21st-century Sage: Niall Ferguson and the Western Malaise

Niall Ferguson wrote a book in 2000 entitled The Cash Nexus, the phrase derived from Thomas Carlyle’s Chartism (1839) and Past and Present (1843), and it seems the influence of the prototypical Victorian Sage is strong in the right-wing historian/ economist. In his article “Rue Britannia: Debt used to make us Great” in the Sunday Times of last week (17 June 2012), he was in full neo-sage mode as he identified the “malaise” at the heart of western society, and issued dire warnings for the consequences of our current recklessness.

                            Niall Ferguson

Thomas Carlyle                                                                  Niall Ferguson

The sage approach is characterized by first referencing a current social issue: for example, worker unrest in Chartism; for Ferguson, the issue is, of course, the economic difficulties engulfing various western states. Then, he makes the classic sage move: considering the problem not in itself, but as a symptom of a society rotten to the core. Financial problems are “nothing more than symptoms of an underlying instittutional malaise”. Like Carlyle, Ferguson harks back to a time when society was well-ordered: for Carlyle, it was feudalism; for Ferguson, it seems to be any time between the Glorious Revolution of 1688 and the dusk of the British Empire. This was a time of “legislating for economic development” and when “even war became an increasingly profitable activity […] There was no default. There was no inflation. And Britannia bestrode the globe”. But now, Ferguson repeats, we have arguments over austerity and stimulus as “a consequence of a more profound malaise”.

But the sage must not only condemn, he must also make clear the dangers of our path. For Carlyle, that lay in class antagonisms, which would end in revolution and anarchy if not appeased by the prophesied “Aristocracy of Talent”. For Ferguson, the fear is that the west is on the way to being overtaken by China. He informs us that the average American was 20 times richer than his Chinese counterpart in 1978, but is now only 5 times richer. Truly a sobering statistic. The dangers of Chinese economic power are not expressly identified, but that it is not desirable is clear (he has been more explicit on this elsewhere).

There is always blame that must be apportioned by the sage. Carlyle lambasted the Idle Aristocracy, characterized as “Sir Jabesh Windbag”. This class had  abdicated its responsibility to lead, and had to be overthrown, for the real aristocracy to take over, or mob-rule and another French Revolution would be the outcome. For Ferguson, the blame also falls on the acting aristocracy of our time, the governments and financial decision-makers who have broken the covenant between the generations and are in the process of leaving the coming generations in financial ruin.

There is one desirable way out for Ferguson: “a heroic effort of leadership”, one that would persuade “not only the young but also a significant proportion of the parents and grandparents to vote for a more responsible fiscal policy”. That word, heroic, how evocative it is in a Carlylean context! (See On Heroes, Hero-Worship, and the Heroic in History (clue’s in the title), or pretty much anything else he wrote). Who Ferguson is talking about is not quite clear, though he does at one point observe: “If young Americans knew what was good for them, they would all be in the Tea Party.” They’re not, though, rather they are still in thrall to the cash nexus, but perhaps, even still, they are only holding out for a hero, and when such a person appears above the political horizon, the western world will bends its collective knee before him and pay due homage. Carlyle would certainly have liked to think so.

In summation, this post has simply tried to pick up on some similar rhetorical devices in use in Ferguson and Carlyle, as part of our ongoing attempts to trace Carlyle’s influence, such as it is, from the 1830s to the present day. In his appeal to national pride and his idealization of the British national past, his appeal to morality (implied in his description of “the present system” as “fraudulent”), his diagnosis of a sickness in our present condition, his apparent nostalgia for warfare and his investment in the idea of heroic leadership, he gives us ample reason to believe that there is at least one neo-Carlylean amongst the celebrated intellects of our time.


> **Work order**:
Every record below must come back exactly as written, with the images dropped.

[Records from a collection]

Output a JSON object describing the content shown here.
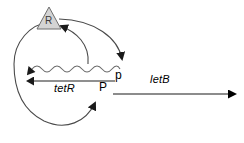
{
  "figure": {
    "kind": "gene-regulatory-network-diagram",
    "background_color": "#ffffff"
  },
  "nodes": {
    "repressor": {
      "label": "R",
      "shape": "triangle",
      "fill_color": "#d4d4d4",
      "stroke_color": "#555555",
      "text_color": "#3a3a3a",
      "name": "repressor-protein-R"
    },
    "promoter": {
      "label": "P",
      "name": "promoter-P"
    },
    "terminator": {
      "label": "q",
      "name": "terminator-symbol"
    }
  },
  "genes": [
    {
      "label": "tetR",
      "style": "italic",
      "line_color": "#8f8f8f",
      "name": "gene-tetR"
    },
    {
      "label": "letB",
      "style": "italic",
      "line_color": "#1a1a1a",
      "name": "gene-letB"
    }
  ],
  "edges": [
    {
      "name": "transcription-wavy-mrna",
      "description": "wavy mRNA transcript line pointing left",
      "color": "#6b6b6b"
    },
    {
      "name": "translation-arc-to-repressor",
      "description": "arc from mRNA up to repressor R",
      "color": "#4a4a4a"
    },
    {
      "name": "repressor-arc-to-terminator",
      "description": "arc from repressor R down to terminator",
      "color": "#4a4a4a"
    },
    {
      "name": "feedback-loop-to-promoter",
      "description": "large circular feedback loop ending with arrow at promoter P",
      "color": "#4a4a4a"
    },
    {
      "name": "letB-transcript-arrow",
      "description": "long straight arrow to the right for letB",
      "color": "#000000"
    }
  ],
  "colors": {
    "line_dark": "#1a1a1a",
    "line_mid": "#4a4a4a",
    "line_gray": "#8f8f8f",
    "triangle_fill": "#d4d4d4"
  }
}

> **Written solution**:
Output a JSON object describing the content shown here.
{
  "figure": {
    "kind": "gene-regulatory-network-diagram",
    "background_color": "#ffffff"
  },
  "nodes": {
    "repressor": {
      "label": "R",
      "shape": "triangle",
      "fill_color": "#d4d4d4",
      "stroke_color": "#555555",
      "text_color": "#3a3a3a",
      "name": "repressor-protein-R"
    },
    "promoter": {
      "label": "P",
      "name": "promoter-P"
    },
    "terminator": {
      "label": "q",
      "name": "terminator-symbol"
    }
  },
  "genes": [
    {
      "label": "tetR",
      "style": "italic",
      "line_color": "#8f8f8f",
      "name": "gene-tetR"
    },
    {
      "label": "letB",
      "style": "italic",
      "line_color": "#1a1a1a",
      "name": "gene-letB"
    }
  ],
  "edges": [
    {
      "name": "transcription-wavy-mrna",
      "description": "wavy mRNA transcript line pointing left",
      "color": "#6b6b6b"
    },
    {
      "name": "translation-arc-to-repressor",
      "description": "arc from mRNA up to repressor R",
      "color": "#4a4a4a"
    },
    {
      "name": "repressor-arc-to-terminator",
      "description": "arc from repressor R down to terminator",
      "color": "#4a4a4a"
    },
    {
      "name": "feedback-loop-to-promoter",
      "description": "large circular feedback loop ending with arrow at promoter P",
      "color": "#4a4a4a"
    },
    {
      "name": "letB-transcript-arrow",
      "description": "long straight arrow to the right for letB",
      "color": "#000000"
    }
  ],
  "colors": {
    "line_dark": "#1a1a1a",
    "line_mid": "#4a4a4a",
    "line_gray": "#8f8f8f",
    "triangle_fill": "#d4d4d4"
  }
}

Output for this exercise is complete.